Denominational Stewardship: 1950-1981

Trustees elected Duke McCall as president in 1951. During his 31-year presidency, he led the seminary through remarkable growth. Enrollment tripled, from 1,009 in 1951 to 3,201 in 1982. Faculty and degree programs expanded. He oversaw the construction of the Boyce Centennial Library in 1959. He also led the seminary through some wrenching controversies.

Most of the faculty agreed broadly with a modernist or neo-orthodox approach to Scripture, but they held at the same time that the Bible was vital to spiritual life and that Jesus was at work in the world. McCall sympathized with their views to some degree and supported a cautious historical-critical approach to the Bible. At the same time, McCall was convinced that since Southern Baptists had established the seminary, endowed it, and gave substantial financial support annually, they had an incontrovertible right to expect that the seminary faculty would teach the Scriptures in the manner that the churches approved, in accordance with the Abstract of Principles. When some faculty began to agitate to teach modernist views more openly and aggressively, McCall urged them to respect the views of the churches whom the seminary served. A faction of 13 professors issued an ultimatum to trustees to fire McCall. After careful investigation, trustees voted to dismiss the thirteen in May 1958. One, J. J. Owens, gained reinstatement.

McCall sought throughout his tenure to balance respect for the scholarship of the faculty with the rights and expectations of Southern Baptist churches. The denomination’s right to determine the seminary’s doctrinal commitments, however, was a settled matter for him. Southern Seminary belonged to Southern Baptists.

Timeline


1951 – Duke K. McCall becomes the seminary’s seventh president.

1958 – Trustees dismiss 13 faculty members.

1959 – James P. Boyce Centennial Library is completed.

1961 – Martin Luther King Jr. delivers Julius Brown Gay lecture.

1963 – Carver School of Missions and Church Social Work becomes part of the seminary.

1971 – Cooke Hall opens.

1974 – Boyce Bible School opens to provide theological education for ministers without college degrees.

Martin Luther King Jr. speaks at Southern Seminary

On April 19, 1961, Dr. Martin Luther King Jr., at the invitation of the seminary faculty, delivered the Julius Brown Gay Lecture in Alumni Chapel. In his lecture on “The Church on the Frontier of Racial Tension,” King challenged the 1,400 listeners to lead Southern Baptist churches to help end segregation. They should teach clearly the equality of all races and the destructive character of racial segregation. King spoke afterward to a large group of students and privately to the faculty. When King met with Louisville’s mayor later that day, he presented a petition signed by more than 200 seminary students urging the desegregation of Louisville’s businesses. The seminary provoked considerable controversy for inviting King to the lectureship, and many churches demanded McCall’s resignation and withdrew their financial support. Southern Baptist leaders defended the seminary for inviting King.

1974 Tornado Outbreak Causes Devastation

The seminary community faced a collective challenge on April 3, 1974, when a tornado struck the campus and nearby neighborhoods. The tornado was one of 148 over 13 states in what was one of the largest and most violent tornado outbreaks in U.S. history. The storms resulted in 315 deaths, over 6,000 injuries, and $3.5 billion in damage. The tornado that hit the Southern campus severely damaged the columns, front porch, roof, and cupola of Fuller Hall, as well as the cupola of Mullins Hall. It also downed a thousand trees on campus and damaged the houses of a half dozen professors. The campus had no heat or light for 10 days and the seminary had to suspend classes for 18 days. Estimated damage to Southern was around $1 million. The communities north of the seminary experienced severe damaged and seminary students mobilized to provide aid.

Until his retirement in 1982, McCall mediated the uneasy discourse between Southern Baptists’ commitment to traditional orthodoxy and the faculty’s commitment to modern theology.


Any historical record of the founders of the Southern Baptist Convention, and The Southern Baptist Theological Seminary, is incomplete without an honest telling of their complicity in American slavery and racism. For more on that story, read here.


Activity:
Reproduce everything from the line that contains "Locate an element" down to the line that contains "Identify the location of a: View" in the listing below, word for word and nothing more. Leave the pictures out.

Provided material:

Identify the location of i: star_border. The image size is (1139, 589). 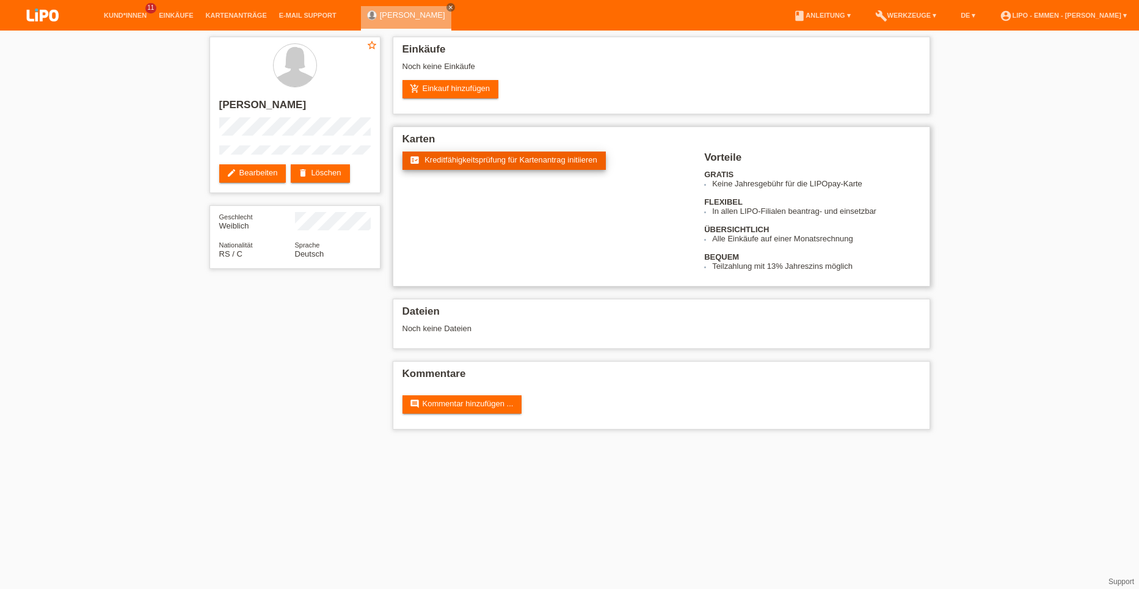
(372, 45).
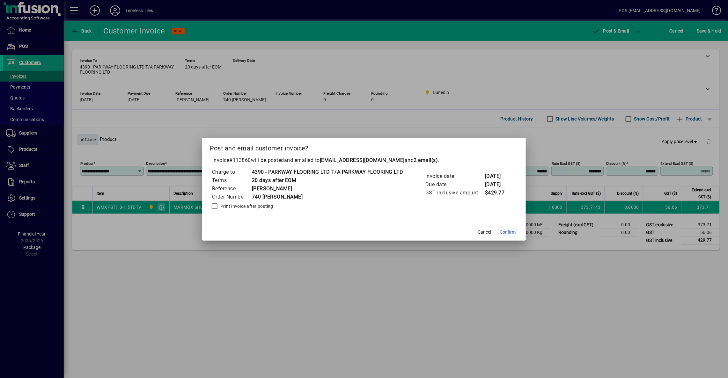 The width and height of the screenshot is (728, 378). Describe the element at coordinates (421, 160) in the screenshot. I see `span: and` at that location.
* * *
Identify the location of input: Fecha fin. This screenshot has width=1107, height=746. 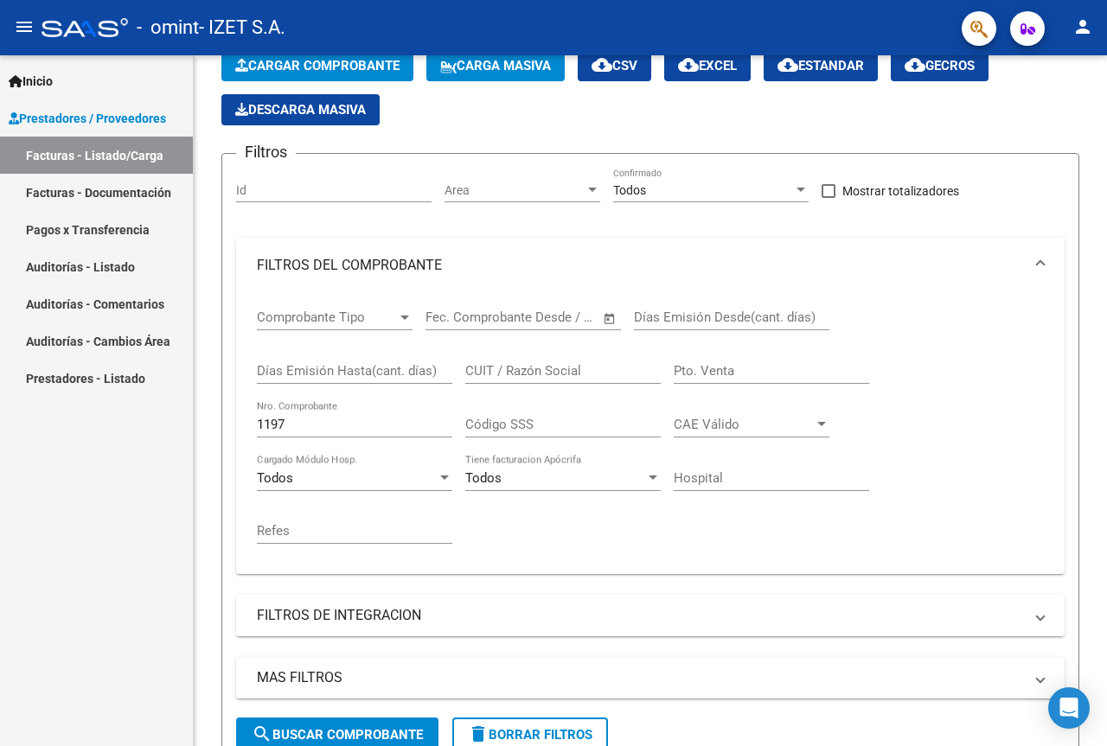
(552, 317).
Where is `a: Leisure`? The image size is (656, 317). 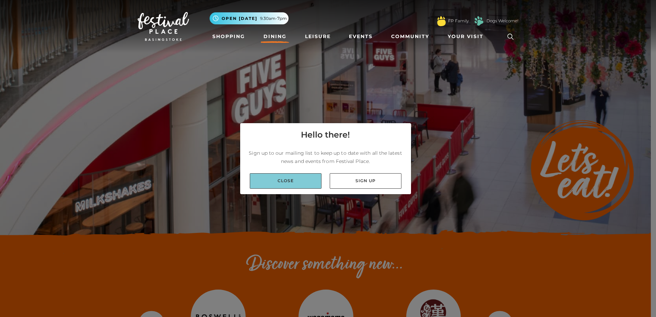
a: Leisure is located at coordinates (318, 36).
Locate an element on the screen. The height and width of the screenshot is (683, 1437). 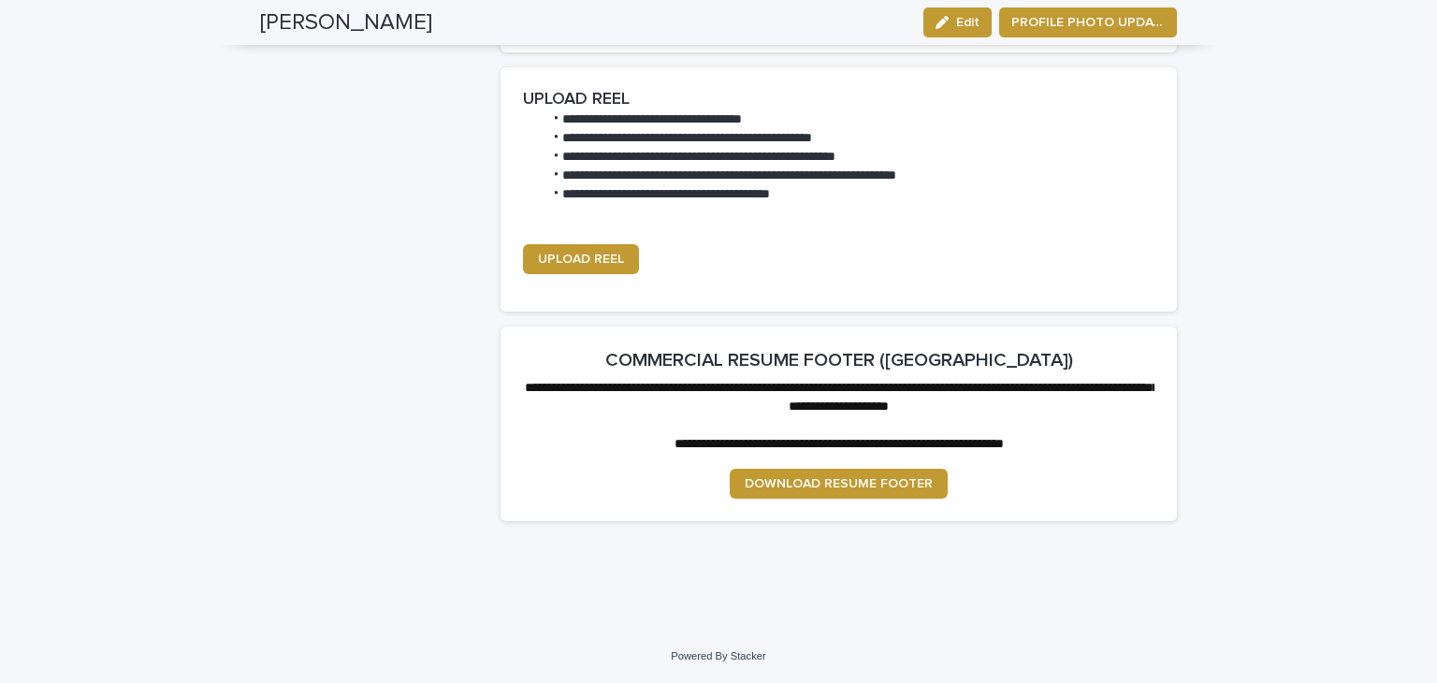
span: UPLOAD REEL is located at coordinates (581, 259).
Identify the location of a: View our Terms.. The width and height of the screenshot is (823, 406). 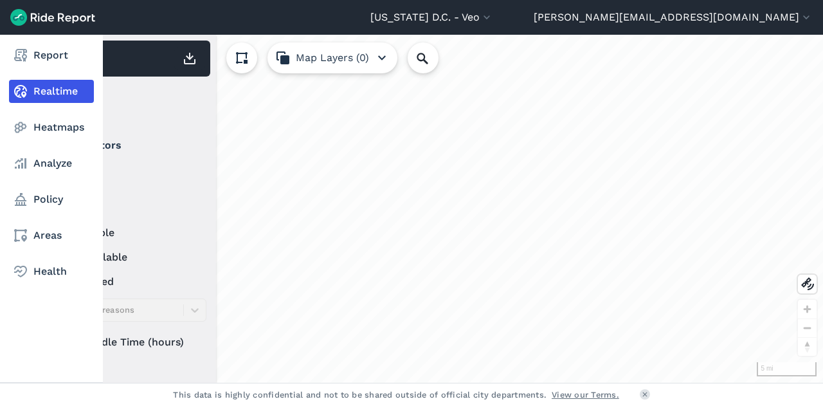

Task solution:
Locate an element on the screen. The height and width of the screenshot is (683, 1437). 
span: UPLOAD REEL is located at coordinates (581, 259).
Identify the location of a: View our Terms.. The width and height of the screenshot is (823, 406). 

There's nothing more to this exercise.